Anytime a thread wants to access an item that might be claimed by another thread, it must use a lock to make sure that only one thread at a time can modify the item. Prior to Windows 7, when a thread needed to get or access a lock, its request had to go through a global locking mechanism. This mechanism -- the kernel dispatcher lock -- would handle the requests. Because it was unique and global, it handled potentially thousands of requests from all processors on which Windows ran. As a result, this dispatcher lock was becoming a major bottleneck. In fact, it was a principal gating factor that kept Windows Server from running on more than 64 processors.

New locking mechanism
Windows 7 includes a wholly new mechanism that gets rid of the global locking concept and pushes the management of lock access down to the locked resources. This permits Windows 7 to scale up to 256 processors without performance penalty. On systems with only a few processors, however, the old kernel dispatcher lock was not overburdened, so this new mechanism provides no noticeable improvement in threading performance on desktops and small servers.

The new improved processor affinity discussed in the sidebar does not show up in the performance results. On runs with SMT disabled, this was expected because the benchmarks use all resources available; no Turbo Boost is possible. When we ran the four-thread Viewperf benchmark with SMT enabled (giving the benchmark eight processing pipelines), the results were essentially unchanged. That is, the differences were immaterial, which suggests that Turbo Boost works best in narrowly constrained settings, rather than the typical threaded applications we tested. Despite several requests, Microsoft would not comment on these results.

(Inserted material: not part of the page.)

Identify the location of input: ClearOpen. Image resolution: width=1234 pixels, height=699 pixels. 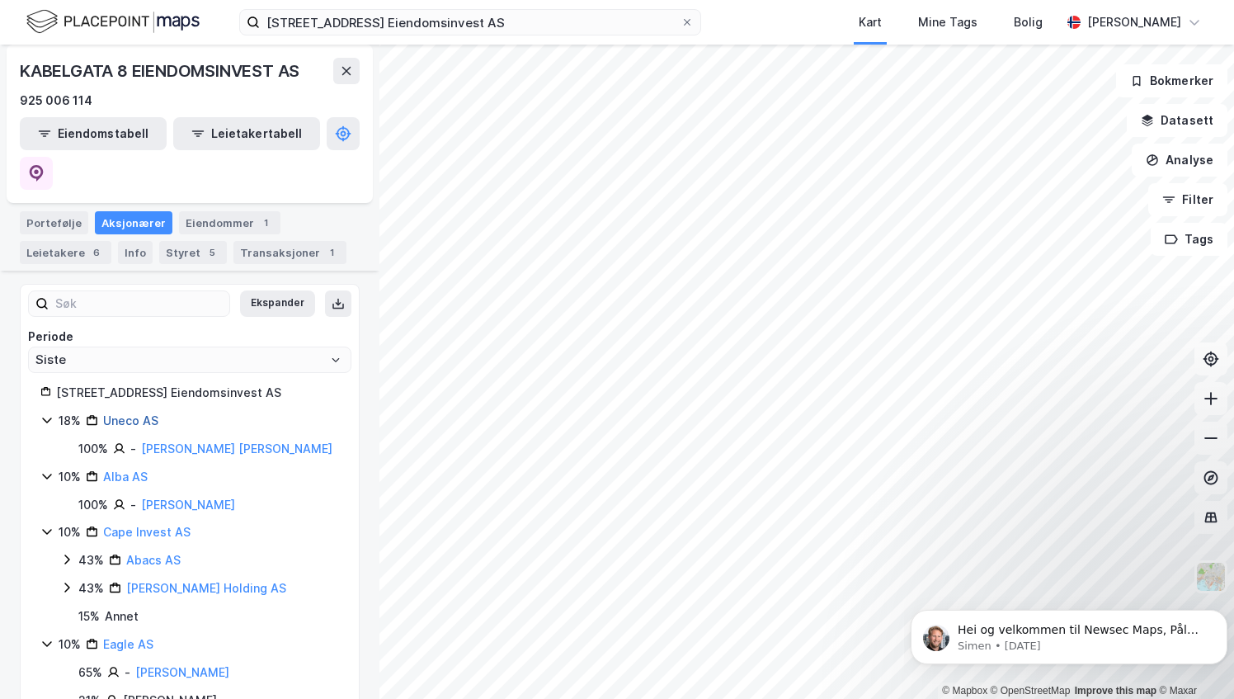
(190, 360).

The Cinebench benchmark is a ratio that measures how much faster the multiple threads are than running the benchmark with one thread; it's a true measure of how the threading scales when measured by rendering performance. Cinebench showed negligible differences in performance across the three operating systems -- both with SMT disabled and with SMT enabled. However, unlike with Viewperf, the results for all three Windows were distinctly better with SMT enabled; i.e., Cinebench rendering ran nearly 20 percent faster on eight threads (SMT on) than four (SMT off), regardless of the version of Windows. This divergence between the two benchmarks regarding SMT's benefit underscores the need for testing its effect on your existing applications before deciding whether to enable it.